Azure for Private and Public Clouds
Microsoft recently announced it would be taking its Azure public
cloud computing platform private, a move this IT Jungle report suggests would appeal to many more masses than it would have gotten through a public-only cloud. According to the article, the only problem with the Azure cloud is that you have to run your code outside of your firewall and on Microsoft's own infrastructure. Not very many midrange and enterprise customers are going to go for that for security as well as for sanity and employment reasons.
Microsoft is taking its Azure cloud computing platform private.
"In the case of Azure, the cloud has three components: compute service, storage services, and a fabric controller that pools hardware resources--in this instance, X64-based servers, their memory and disks, external disk storage, and networking to lash it all together. That controller does load balancing, fault tolerance clustering, disaster recovery, and data replication for workloads--the kinds of things people do today with a hodge-podge of different software. At the moment, Microsoft has implemented SQL database services, SharePoint collaboration services, AppFabric Internet services, and Dynamics CRM services atop the Azure public cloud, which runs in a data center in Quincy, Washington, as well as one in the suburb of Chicago. But you can also create your own .NET applications and throw them out onto Azure, too. Which is the whole point. The genius of this platform-as-a-service cloud is that it masks all the underlying complexity of having a modern, distributed, virtualized, metered, and flexible infrastructure stack. It is truly Windows for Dummies, and to the point that you don't know--and don't care--that it is Windows at all. Microsoft claims to have 10,000 companies running on Azure already."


:: PROBLEM STATEMENT ::
Report each line of the records below that holds the word "symbol".

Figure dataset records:
....................
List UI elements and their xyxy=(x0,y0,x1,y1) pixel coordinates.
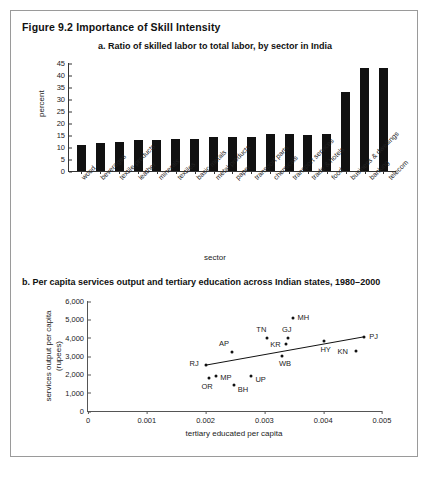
scatter-point-label: AP xyxy=(219,339,229,348)
panel-a-y-tick: 10 xyxy=(57,143,69,152)
panel-b-scatter-chart: b. Per capita services output and tertia… xyxy=(11,277,419,457)
panel-b-title: b. Per capita services output and tertia… xyxy=(22,277,380,287)
scatter-point xyxy=(204,364,207,367)
scatter-point-label: MH xyxy=(298,313,310,322)
scatter-point xyxy=(286,336,289,339)
scatter-point xyxy=(363,335,366,338)
panel-b-y-tick: 4,000 xyxy=(65,333,88,342)
scatter-point-label: UP xyxy=(255,375,265,384)
panel-b-y-tick: 3,000 xyxy=(65,352,88,361)
bar-slot xyxy=(166,63,185,171)
scatter-point-label: MP xyxy=(220,373,231,382)
panel-a-x-tick xyxy=(327,171,328,174)
panel-a-x-tick xyxy=(383,171,384,174)
panel-a-x-tick xyxy=(214,171,215,174)
panel-a-bar-chart: a. Ratio of skilled labor to total labor… xyxy=(11,41,419,273)
scatter-point-label: TN xyxy=(256,325,266,334)
figure-title: Figure 9.2 Importance of Skill Intensity xyxy=(22,21,221,33)
scatter-point xyxy=(291,316,294,319)
panel-b-y-tick: 1,000 xyxy=(65,388,88,397)
panel-a-plot-area: 051015202530354045 xyxy=(68,63,396,172)
scatter-point xyxy=(354,350,357,353)
panel-a-y-tick: 20 xyxy=(57,119,69,128)
scatter-point xyxy=(285,343,288,346)
panel-a-x-tick xyxy=(289,171,290,174)
panel-b-x-tick: 0 xyxy=(86,411,90,425)
panel-a-x-tick xyxy=(346,171,347,174)
panel-b-plot-area: 01,0002,0003,0004,0005,0006,000 00.0010.… xyxy=(87,301,382,412)
scatter-point-label: WB xyxy=(279,359,291,368)
panel-a-x-tick xyxy=(308,171,309,174)
scatter-point-label: PJ xyxy=(369,332,378,341)
figure-container: Figure 9.2 Importance of Skill Intensity… xyxy=(10,10,418,457)
panel-a-y-axis-label: percent xyxy=(37,90,46,117)
panel-a-y-tick: 35 xyxy=(57,83,69,92)
bar xyxy=(341,92,350,171)
scatter-point xyxy=(231,351,234,354)
scatter-point xyxy=(281,355,284,358)
scatter-point xyxy=(323,340,326,343)
panel-b-x-tick: 0.002 xyxy=(196,411,215,425)
scatter-point xyxy=(207,377,210,380)
panel-b-x-axis-label: tertiary educated per capita xyxy=(87,429,381,438)
panel-a-y-tick: 0 xyxy=(61,167,69,176)
panel-a-x-tick xyxy=(270,171,271,174)
bar-slot xyxy=(72,63,91,171)
panel-b-y-tick: 2,000 xyxy=(65,370,88,379)
panel-b-x-tick: 0.001 xyxy=(137,411,156,425)
panel-a-x-axis-label: sector xyxy=(11,253,419,262)
panel-b-x-tick: 0.004 xyxy=(314,411,333,425)
panel-a-x-tick xyxy=(232,171,233,174)
panel-b-y-axis-label: services output per capita (rupees) xyxy=(44,301,64,411)
scatter-point-label: KN xyxy=(338,347,348,356)
panel-b-y-tick: 5,000 xyxy=(65,315,88,324)
bar-slot xyxy=(91,63,110,171)
scatter-point-label: HY xyxy=(320,345,330,354)
bar-slot xyxy=(148,63,167,171)
scatter-point xyxy=(250,375,253,378)
scatter-point-label: RJ xyxy=(190,359,199,368)
scatter-point xyxy=(232,384,235,387)
panel-b-y-tick: 6,000 xyxy=(65,297,88,306)
scatter-point-label: BH xyxy=(238,385,248,394)
scatter-point xyxy=(266,336,269,339)
panel-b-x-tick: 0.003 xyxy=(255,411,274,425)
scatter-point-label: KR xyxy=(270,340,280,349)
panel-a-y-tick: 5 xyxy=(61,155,69,164)
bar-slot xyxy=(185,63,204,171)
panel-a-y-tick: 40 xyxy=(57,71,69,80)
panel-b-x-tick: 0.005 xyxy=(373,411,392,425)
panel-a-x-tick xyxy=(251,171,252,174)
panel-a-title: a. Ratio of skilled labor to total labor… xyxy=(11,41,419,51)
panel-a-y-tick: 45 xyxy=(57,59,69,68)
scatter-point xyxy=(215,375,218,378)
panel-a-bars xyxy=(69,63,396,171)
panel-a-y-tick: 30 xyxy=(57,95,69,104)
panel-a-y-tick: 15 xyxy=(57,131,69,140)
scatter-point-label: OR xyxy=(202,382,213,391)
bar xyxy=(96,143,105,171)
panel-a-x-tick xyxy=(365,171,366,174)
bar xyxy=(379,68,388,171)
scatter-point-label: GJ xyxy=(282,325,292,334)
bar xyxy=(77,145,86,171)
panel-a-y-tick: 25 xyxy=(57,107,69,116)
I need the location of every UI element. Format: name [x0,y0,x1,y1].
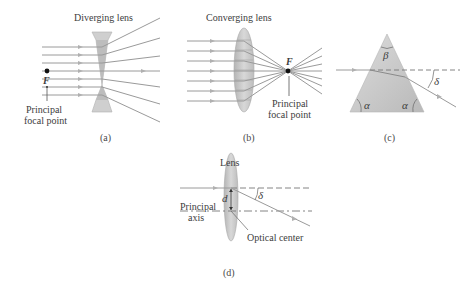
focal-label-b-line1: Principal [272,98,308,109]
focal-symbol-a: F [43,75,50,86]
focal-point-dot-a [45,69,50,74]
deviation-angle-delta-d: δ [258,190,263,201]
offset-symbol-d: d [222,193,228,204]
caption-a: (a) [100,132,111,143]
focal-symbol-b: F [286,56,293,67]
caption-c: (c) [384,132,395,143]
base-angle-alpha-right: α [402,100,408,111]
optical-center-label: Optical center [247,232,303,243]
focal-label-a-line1: Principal [26,104,62,115]
lens-title-d: Lens [220,157,239,168]
optics-diagram [0,0,475,283]
panel-c-prism [336,34,460,112]
base-angle-alpha-left: α [364,100,370,111]
apex-angle-beta: β [383,50,388,61]
focal-label-b-line2: focal point [268,109,311,120]
caption-d: (d) [223,267,235,278]
principal-axis-label-line1: Principal [180,201,216,212]
panel-d-lens-offset [180,153,312,241]
focal-label-a-line2: focal point [24,115,67,126]
deviation-angle-delta-c: δ [434,76,439,87]
converging-lens-title: Converging lens [206,12,272,23]
principal-axis-label-line2: axis [188,212,204,223]
diverging-lens-title: Diverging lens [74,12,133,23]
caption-b: (b) [243,132,255,143]
focal-point-dot-b [286,69,291,74]
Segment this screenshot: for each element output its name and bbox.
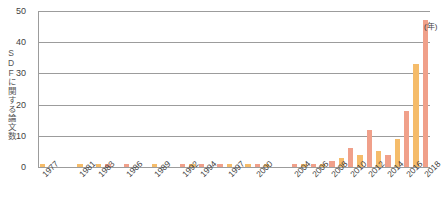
bar-2017 [413,64,418,167]
bar-2012 [367,130,372,167]
bar-series [38,11,430,167]
x-axis-tick-labels: 1977198119831986198919921994199720002004… [0,168,438,204]
x-axis-unit-label: (年) [424,20,437,31]
y-tick-label-20: 20 [4,100,26,110]
y-tick-label-50: 50 [4,6,26,16]
y-tick-label-40: 40 [4,37,26,47]
y-tick-label-10: 10 [4,131,26,141]
y-tick-label-30: 30 [4,68,26,78]
bar-2018 [423,20,428,167]
bar-2016 [404,111,409,167]
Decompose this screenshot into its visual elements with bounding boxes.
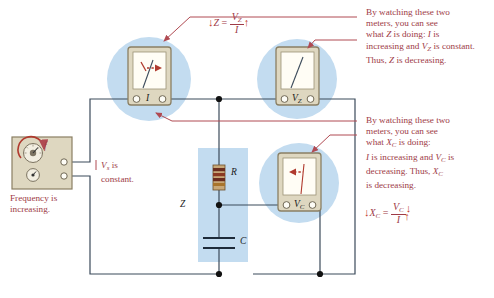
callout-xc-text: By watching these two meters, you can se…	[366, 115, 494, 191]
generator-caption-line1: Frequency is	[10, 193, 57, 203]
equation-z-numerator-sub: Z	[238, 16, 242, 24]
generator-caption: Frequency is increasing.	[10, 193, 96, 215]
signal-generator-body	[12, 137, 72, 189]
equation-z-fraction: VZ I	[230, 12, 244, 36]
equation-z: ↓Z = VZ I ↑	[208, 12, 249, 36]
source-voltage-note-rest: is	[109, 160, 117, 170]
impedance-label: Z	[180, 199, 185, 209]
equation-xc-denominator-arrow: ↑	[404, 210, 410, 222]
equation-xc: ↓XC = VC I ↓↑	[364, 202, 417, 226]
callout-z-text: By watching these two meters, you can se…	[366, 7, 494, 66]
equation-xc-denominator: I	[397, 214, 400, 225]
voltmeter-c-subscript: C	[300, 203, 305, 211]
voltmeter-c-label: VC	[294, 199, 304, 211]
equation-z-lhs: Z	[214, 17, 220, 28]
source-voltage-note: Vs is constant.	[101, 160, 163, 185]
ammeter-body	[128, 47, 171, 105]
resistor-label: R	[231, 167, 237, 177]
equation-xc-lhs-sub: C	[376, 212, 381, 220]
circuit-diagram-figure: f Frequency is increasing. Vs is constan…	[0, 0, 494, 298]
generator-caption-line2: increasing.	[10, 204, 50, 214]
source-voltage-note-line2: constant.	[101, 174, 134, 184]
equation-z-denominator-arrow: ↑	[244, 16, 250, 28]
callout-z-line-1: By watching these two	[366, 7, 450, 17]
ammeter-label: I	[146, 93, 149, 103]
equation-z-denominator: I	[235, 24, 238, 35]
generator-frequency-knob-label: f	[44, 141, 47, 151]
voltmeter-z-label: VZ	[292, 93, 302, 105]
callout-xc-line-2: meters, you can see	[366, 126, 438, 136]
callout-xc-line-1: By watching these two	[366, 115, 450, 125]
callout-z-line-2: meters, you can see	[366, 18, 438, 28]
capacitor-label: C	[240, 236, 246, 246]
equation-xc-numerator-sub: C	[399, 206, 404, 214]
voltmeter-z-subscript: Z	[298, 97, 302, 105]
resistor-symbol	[213, 165, 225, 190]
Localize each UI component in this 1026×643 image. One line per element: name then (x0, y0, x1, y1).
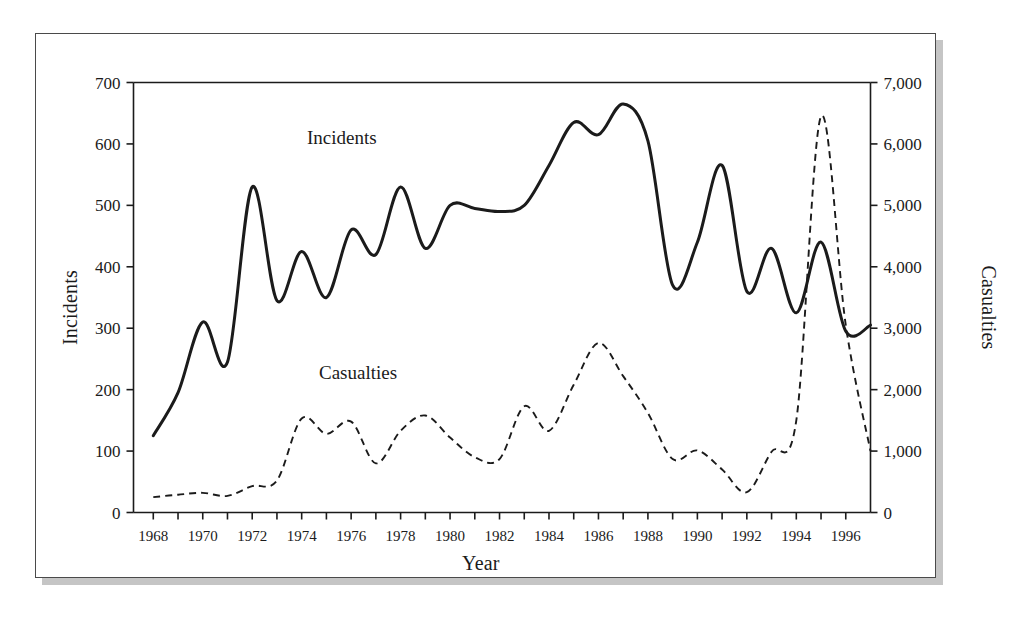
....................
:: ANSWER FOR THIS EXERCISE ::
focal-symbol-a: F [43,75,50,86]
offset-symbol-d: d [222,193,228,204]
focal-symbol-b: F [286,56,293,67]
resistor-symbol	[213, 165, 225, 190]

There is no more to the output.